Sounding a Queer Rebellion. LGBTI Musical Resistances in Lima, Perú
Lecture by Fiorella Montero-Diaz
Senior Lecturer in Ethnomusicology
Keele University, UK
This talk introduces Fiorella Montero-Diaz's most recent interdisciplinary project on Latin American LGBTI artivism and shares insights from her latest article on music, dissidence and protest. Montero-Diaz, Senior Lecturer in Ethnomusicology at Keele University (UK), discusses how Peruvian studies on music and gender fit into the broader academic map.
"I will focus on the relationship between sex/gender diversity and Peruvian popular music, specifically in emerging LGBTI scenes. There you find examples of impactful artivism that open spaces for new masculinities and femininities that transgress the traditional gender imaginary. Through direct testimonies from LGBTI artists and a section of their followers, I will discuss subversion, innovation, visibility, resistance and artivism in the contemporary LGBTI scene, documenting the meaning and impact of music especially within Lima’s transgender community. These views, together with the testimony of vernacular singer Wendy Sulca, reveal intersectional dynamics and the convergence of pro-LGBTI rights, feminist and anti-racist agendas, which coalesce around the organization of musical events and urban interventions. I hope that this contribution will support the visibilisation of diverse LGBTI musical resistances as political life, as well as a tool to secure equal rights in Peru. It is also my hope that it may encourage more researchers to notice and document the role played by dissident voices in the social organization of a country like Peru."
Fiorella Montero-Diaz is a Senior Lecturer in Ethnomusicology at Keele University, UK. She completed her MA in Ethnomusicology at Goldsmiths, University of London and her PhD in Music at Royal Holloway University, UK. She specializes in urban hybrid music, and the use of music as a social nexus in post-conflict contexts, with an emphasis on youth identity, upper classes and whiteness. She has published ethnomusicological articles in specialised magazines and books such as Ethnomusicology Forum, Musiké, Popular Music and Anthropologica, among others. Currently, thanks to a Global Challenges Research Fund grant awarded by the British Academy of Medical Sciences, she leads the project ‘Sounding a Queer Rebellion: LGBTI Musical Resistances in Latin America’ together with musicologist Luis Gabriel Mesa Martínez. She is Head of the Department of Music and Music Technology at Keele University and member of the Executive Board of the British Forum for Ethnomusicology (BFE).
Part of the Nazir Ali Jairazbhoy Colloquium Series, this event is sponsored by The UCLA Herb Alpert School of Music Department of Ethnomusicology, with support from the Dean of the UCLA Herb Alpert School of Music.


_Task to carry out:_ Repeat, exactly as written, the lines from the one with "Read all visible content and emit it as JSON." to the final line of the listing, and keep every picture out.
# # # # #
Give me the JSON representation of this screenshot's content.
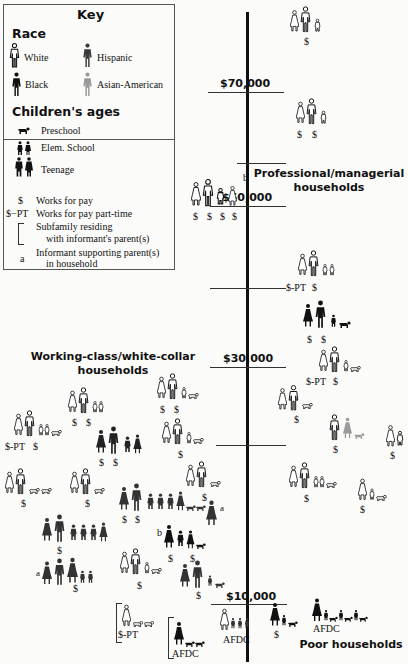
{
  "key": {
    "title": "Key",
    "race_heading": "Race",
    "race": [
      {
        "label": "White",
        "color": "#ffffff"
      },
      {
        "label": "Hispanic",
        "color": "#3a3a3a"
      },
      {
        "label": "Black",
        "color": "#111111"
      },
      {
        "label": "Asian-American",
        "color": "#9a9a9a"
      }
    ],
    "ages_heading": "Children's ages",
    "ages": [
      {
        "label": "Preschool"
      },
      {
        "label": "Elem. School"
      },
      {
        "label": "Teenage"
      }
    ],
    "symbols": [
      {
        "symbol": "$",
        "label": "Works for pay"
      },
      {
        "symbol": "$−PT",
        "label": "Works for pay part-time"
      },
      {
        "symbol": "[",
        "label": "Subfamily residing",
        "label2": "with informant's parent(s)"
      },
      {
        "symbol": "a",
        "label": "Informant supporting parent(s)",
        "label2": "in household"
      },
      {
        "symbol": "b",
        "label": "Informant's children contribute",
        "label2": "to household income"
      }
    ]
  },
  "axis": {
    "ticks": [
      {
        "label": "$70,000",
        "y": 92,
        "x1": 208,
        "x2": 283
      },
      {
        "label": "",
        "y": 163,
        "x1": 237,
        "x2": 286
      },
      {
        "label": "$50,000",
        "y": 206,
        "x1": 210,
        "x2": 286
      },
      {
        "label": "",
        "y": 288,
        "x1": 210,
        "x2": 286
      },
      {
        "label": "$30,000",
        "y": 367,
        "x1": 210,
        "x2": 286
      },
      {
        "label": "",
        "y": 445,
        "x1": 216,
        "x2": 286
      },
      {
        "label": "$10,000",
        "y": 604,
        "x1": 211,
        "x2": 287
      }
    ]
  },
  "sections": {
    "professional": [
      "Professional/managerial",
      "households"
    ],
    "working": [
      "Working-class/white-collar",
      "households"
    ],
    "poor": "Poor households"
  },
  "labels": {
    "works": "$",
    "pt": "$-PT",
    "afdc": "AFDC",
    "a": "a",
    "b": "b"
  }
}
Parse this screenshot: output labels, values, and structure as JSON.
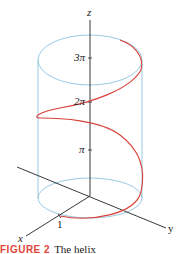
{
  "figure": {
    "axes": {
      "x_label": "x",
      "y_label": "y",
      "z_label": "z"
    },
    "ticks": {
      "one": "1",
      "pi": "π",
      "two_pi": "2π",
      "three_pi": "3π"
    },
    "colors": {
      "helix": "#d9413a",
      "cylinder": "#8fc3dd",
      "axes": "#222222",
      "caption_accent": "#e0463a"
    },
    "caption": {
      "number": "FIGURE 2",
      "text": "The helix"
    }
  }
}
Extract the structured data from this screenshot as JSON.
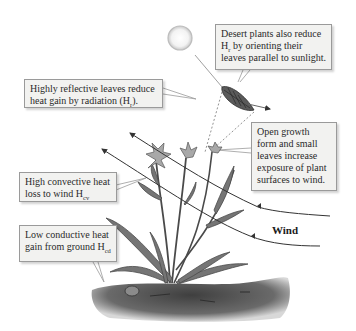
{
  "diagram": {
    "callouts": [
      {
        "id": "leaf-orientation",
        "text": "Desert plants also reduce H",
        "sub": "r",
        "text_after": " by orienting their leaves parallel to sunlight."
      },
      {
        "id": "reflective-leaves",
        "text": "Highly reflective leaves reduce heat gain by radiation (H",
        "sub": "r",
        "text_after": ")."
      },
      {
        "id": "open-growth",
        "text": "Open growth form and small leaves increase exposure of plant surfaces to wind."
      },
      {
        "id": "convective",
        "text": "High convective heat loss to wind H",
        "sub": "cv",
        "text_after": ""
      },
      {
        "id": "conductive",
        "text": "Low conductive heat gain from ground H",
        "sub": "cd",
        "text_after": ""
      }
    ],
    "wind_label": "Wind",
    "colors": {
      "box_fill": "#f2f2f0",
      "box_border": "#9a9a9a",
      "plant": "#6d6d6d",
      "ground": "#5a5a5a",
      "arrow": "#444444",
      "sun": "#e8e8e8"
    }
  }
}
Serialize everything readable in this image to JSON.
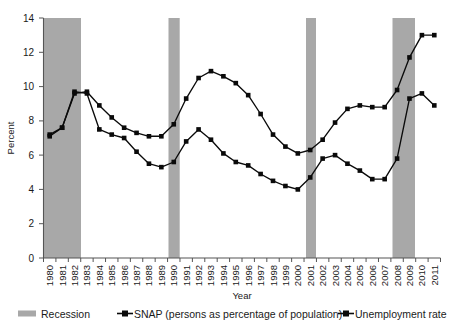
{
  "chart_data": {
    "type": "line",
    "title": "",
    "xlabel": "Year",
    "ylabel": "Percent",
    "ylim": [
      0,
      14
    ],
    "yticks": [
      0,
      2,
      4,
      6,
      8,
      10,
      12,
      14
    ],
    "grid": false,
    "legend_position": "bottom",
    "categories": [
      "1980",
      "1981",
      "1982",
      "1983",
      "1984",
      "1985",
      "1986",
      "1987",
      "1988",
      "1989",
      "1990",
      "1991",
      "1992",
      "1993",
      "1994",
      "1995",
      "1996",
      "1997",
      "1998",
      "1999",
      "2000",
      "2001",
      "2002",
      "2003",
      "2004",
      "2005",
      "2006",
      "2007",
      "2008",
      "2009",
      "2010",
      "2011"
    ],
    "series": [
      {
        "name": "SNAP (persons as percentage of population)",
        "values": [
          7.2,
          7.6,
          9.6,
          9.7,
          8.9,
          8.2,
          7.6,
          7.3,
          7.1,
          7.1,
          7.8,
          9.3,
          10.5,
          10.9,
          10.6,
          10.2,
          9.5,
          8.4,
          7.2,
          6.5,
          6.1,
          6.3,
          6.9,
          7.9,
          8.7,
          8.9,
          8.8,
          8.8,
          9.8,
          11.7,
          13.0,
          13.0
        ],
        "marker": "filled-square"
      },
      {
        "name": "Unemployment rate",
        "values": [
          7.1,
          7.6,
          9.7,
          9.6,
          7.5,
          7.2,
          7.0,
          6.2,
          5.5,
          5.3,
          5.6,
          6.8,
          7.5,
          6.9,
          6.1,
          5.6,
          5.4,
          4.9,
          4.5,
          4.2,
          4.0,
          4.7,
          5.8,
          6.0,
          5.5,
          5.1,
          4.6,
          4.6,
          5.8,
          9.3,
          9.6,
          8.9
        ],
        "marker": "filled-square"
      }
    ],
    "shaded_regions": [
      {
        "label": "Recession",
        "start": "1980",
        "end": "1982.8"
      },
      {
        "label": "Recession",
        "start": "1990.4",
        "end": "1991.3"
      },
      {
        "label": "Recession",
        "start": "2001.0",
        "end": "2001.8"
      },
      {
        "label": "Recession",
        "start": "2007.7",
        "end": "2009.5"
      }
    ],
    "colors": {
      "line": "#0a0a0a",
      "recession_band": "#a8a8a8",
      "axis": "#555555",
      "background": "#ffffff"
    }
  },
  "axis": {
    "y_title": "Percent",
    "x_title": "Year",
    "y_tick_labels": [
      "14",
      "12",
      "10",
      "8",
      "6",
      "4",
      "2",
      "0"
    ],
    "x_tick_labels": [
      "1980",
      "1981",
      "1982",
      "1983",
      "1984",
      "1985",
      "1986",
      "1987",
      "1988",
      "1989",
      "1990",
      "1991",
      "1992",
      "1993",
      "1994",
      "1995",
      "1996",
      "1997",
      "1998",
      "1999",
      "2000",
      "2001",
      "2002",
      "2003",
      "2004",
      "2005",
      "2006",
      "2007",
      "2008",
      "2009",
      "2010",
      "2011"
    ]
  },
  "legend": {
    "items": [
      {
        "label": "Recession",
        "marker": "recession-swatch"
      },
      {
        "label": "SNAP (persons as percentage of population)",
        "marker": "line-square-marker"
      },
      {
        "label": "Unemployment rate",
        "marker": "line-square-marker"
      }
    ]
  }
}
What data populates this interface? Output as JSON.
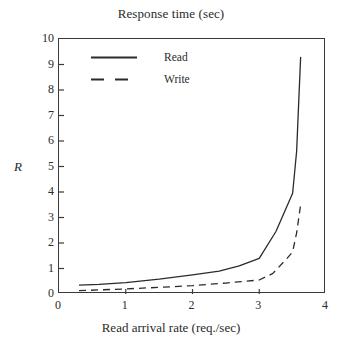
{
  "chart_data": {
    "type": "line",
    "title": "Response time (sec)",
    "xlabel": "Read arrival rate (req./sec)",
    "ylabel": "R",
    "xlim": [
      0,
      4
    ],
    "ylim": [
      0,
      10
    ],
    "xticks": [
      "0",
      "1",
      "2",
      "3",
      "4"
    ],
    "yticks": [
      "0",
      "1",
      "2",
      "3",
      "4",
      "5",
      "6",
      "7",
      "8",
      "9",
      "10"
    ],
    "grid": false,
    "legend_position": "upper-left-inside",
    "series": [
      {
        "name": "Read",
        "style": "solid",
        "color": "#2b2b2b",
        "x": [
          0.3,
          0.6,
          1.0,
          1.5,
          2.0,
          2.4,
          2.7,
          3.0,
          3.25,
          3.5,
          3.56,
          3.62
        ],
        "y": [
          0.35,
          0.38,
          0.45,
          0.58,
          0.75,
          0.9,
          1.1,
          1.4,
          2.45,
          3.95,
          5.6,
          9.3
        ]
      },
      {
        "name": "Write",
        "style": "dashed",
        "color": "#2b2b2b",
        "x": [
          0.3,
          0.6,
          1.0,
          1.5,
          2.0,
          2.5,
          3.0,
          3.2,
          3.4,
          3.5,
          3.56,
          3.62
        ],
        "y": [
          0.13,
          0.16,
          0.2,
          0.26,
          0.33,
          0.43,
          0.55,
          0.8,
          1.35,
          1.65,
          2.4,
          3.5
        ]
      }
    ]
  },
  "legend": {
    "items": [
      {
        "label": "Read",
        "style": "solid"
      },
      {
        "label": "Write",
        "style": "dashed"
      }
    ]
  }
}
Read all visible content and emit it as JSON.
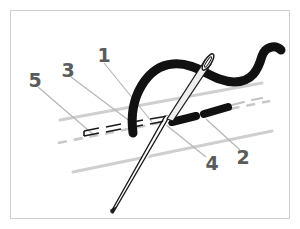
{
  "figure": {
    "background_color": "#ffffff",
    "border_color": "#d0d0d0",
    "ink_color": "#111111",
    "fabric_line_color": "#c8c8c8",
    "leader_line_color": "#b0b0b0",
    "label_color": "#5b5b5b"
  },
  "callouts": [
    {
      "id": "callout-1",
      "label": "1",
      "x": 104,
      "y": 58,
      "meaning": "thread"
    },
    {
      "id": "callout-2",
      "label": "2",
      "x": 243,
      "y": 158,
      "meaning": "completed-stitch"
    },
    {
      "id": "callout-3",
      "label": "3",
      "x": 67,
      "y": 73,
      "meaning": "stitch-line"
    },
    {
      "id": "callout-4",
      "label": "4",
      "x": 210,
      "y": 163,
      "meaning": "needle-entry-point"
    },
    {
      "id": "callout-5",
      "label": "5",
      "x": 34,
      "y": 83,
      "meaning": "fabric-guide-line"
    }
  ],
  "elements": {
    "needle": "sewing-needle",
    "needle_eye": "needle-eye",
    "thread": "thread-curve",
    "stitches": "stitch-dashes",
    "fabric_top_line": "fabric-line-upper",
    "fabric_bottom_line": "fabric-line-lower",
    "dashed_stitch_line": "dashed-stitch-line",
    "dashed_guide_line": "dashed-guide-line"
  }
}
# # # # #
_Answer box:_
Read all visible content and emit it as JSON.
{
  "figure": {
    "background_color": "#ffffff",
    "border_color": "#d0d0d0",
    "ink_color": "#111111",
    "fabric_line_color": "#c8c8c8",
    "leader_line_color": "#b0b0b0",
    "label_color": "#5b5b5b"
  },
  "callouts": [
    {
      "id": "callout-1",
      "label": "1",
      "x": 104,
      "y": 58,
      "meaning": "thread"
    },
    {
      "id": "callout-2",
      "label": "2",
      "x": 243,
      "y": 158,
      "meaning": "completed-stitch"
    },
    {
      "id": "callout-3",
      "label": "3",
      "x": 67,
      "y": 73,
      "meaning": "stitch-line"
    },
    {
      "id": "callout-4",
      "label": "4",
      "x": 210,
      "y": 163,
      "meaning": "needle-entry-point"
    },
    {
      "id": "callout-5",
      "label": "5",
      "x": 34,
      "y": 83,
      "meaning": "fabric-guide-line"
    }
  ],
  "elements": {
    "needle": "sewing-needle",
    "needle_eye": "needle-eye",
    "thread": "thread-curve",
    "stitches": "stitch-dashes",
    "fabric_top_line": "fabric-line-upper",
    "fabric_bottom_line": "fabric-line-lower",
    "dashed_stitch_line": "dashed-stitch-line",
    "dashed_guide_line": "dashed-guide-line"
  }
}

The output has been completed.